Originally published 9 September 1991
Ventry Ireland — Twelve years ago at the end of a spell of fine summer weather we could look out from our house in the rural west of Ireland and count a thousand haystacks. Field after field of haystacks, as far as the eye could see.
This summer, for the first time, there is not a haystack to be seen. Ireland’s rural west has embraced high-tech agriculture with disorienting speed.
I used to spend a few days each summer helping my neighbors cut the grass with scythes, then, after the grass had dried on the ground, pitch it into stacks, and later still carry it to the hay shed. It was hard, satisfying work on a sunny day, with an occasional cup of tea taken in the shade of the hedgerow and a tumbler of whiskey at day’s end.
My neighbors kept a wary eye on the weather; if the grass didn’t dry on the ground and in the stack it would rot in the shed and there would be nothing to sustain the animals through the winter.
All of that is gone now: the scythes, the pitch forks, the hedgerows, the aching muscles soothed by whiskey. Instead, grass is cut for silage, stored green under airtight conditions. One popular new technology uses a single combine to cut the grass, wrap it in opaque plastic, and pop the bundles out the back of the machine. Haystacks have been replaced by what look like giant black beach balls.
A rapid transformation
Nothing unusual about any of this; the haystack vanished a long time ago in most developed countries of the world. What is different about western Ireland (and other fringe areas of Europe) is how recent and rapid has been the change.

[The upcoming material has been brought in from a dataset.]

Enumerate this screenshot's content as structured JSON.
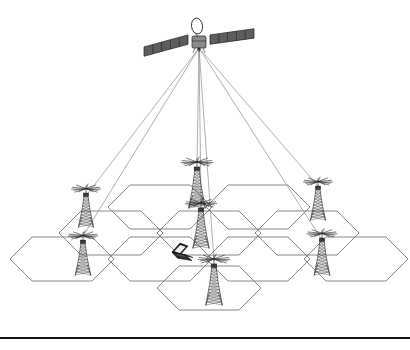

The transformation of the landscape has happened even as we watched.
Ireland is famous for its many tiny fields separated by hedgerows. Now the hedgerows are being rooted out by giant earth-moving machines so that the silage makers can operate their machines more efficiently. Also, there is no longer any need to rotate crops and animals among many small fields; farmers rely on artificial fertilizers keep the land fertile.
Gone too are the oat sheaves stacked in shocks, and fields of potatoes and turnips. One crop — grass for cattle — is enough to satisfy the farmer’s agricultural needs. Vegetables for the table are bought at the supermarket.
Productivity has soared.
The result of these changes is money in the pocket, new homes and automobiles, multi-channel satellite television, holidays at Disney World — in short, all of the standard material trappings of homogenized Euro-American consumer culture.
The result of these changes is also increased rural unemployment, the dispersal of families, diminution of wildlife, pollution of ground water and streams by fertilizers, and contamination of the food chain by pesticides.
Our neighbors have mixed feelings about the changes that have overtaken their traditional culture. They know something attractive has been lost, but such is the lavishness of technology’s material gifts that they are unwilling to hold to the old ways.
And who can blame them? Certainly not me.
Closer to nature
We came to Ireland twelve years ago to seek — for a few months each year— a life that was less beholden to machines, closer to nature, less consumerist. We built a house on a hill by the sea without electricity. No washer, no dryer, no telephone, no television, no central heating. We furnished the house with handsaw, hammer, plane, needle and thread. Local craftsmen or craftswomen supplied crockery, rugs, decorations. Travel was by bicycle or shanks’ mare. For a decade, our summers in Ireland were everything we hoped they might be: annual retreats from frenzied servitude to technology.
Alas, technology has nibbled away at the margins of our simplicity. Today, the house has electricity and a washing machine. A gasoline strimmer has replaced the scythe for keeping the yard trim. Power tools do the work of handsaw and plane. There is a sewing machine in the loft and an automobile in the yard. A reliable well with electric pump is going in soon. A telephone and television can’t be far behind.
In other words, flicks of the switch have replaced trimming the wicks and riddling the grate, and all the good intentions in the world don’t seem to be able to stop the intrusion of machines. What has happened to our “simple” life in the west of Ireland is the same as what has happened to the traditional agricultural community we see outside our windows: Machinery and economies of scale have exerted their inexorable and compelling logic.
The haystacks are gone, and with them a way of life in harmony with nature. Now our neighbors must begin their struggle against consumerism, over-development, litter, crime, the breakup of families, erosion of the Irish language, an end to a rich indigenous tradition of storytelling and music, despoilation of a spectacularly beautiful landscape, and — in this last unhurried paradise in the Western world — frenzied servitude to technology.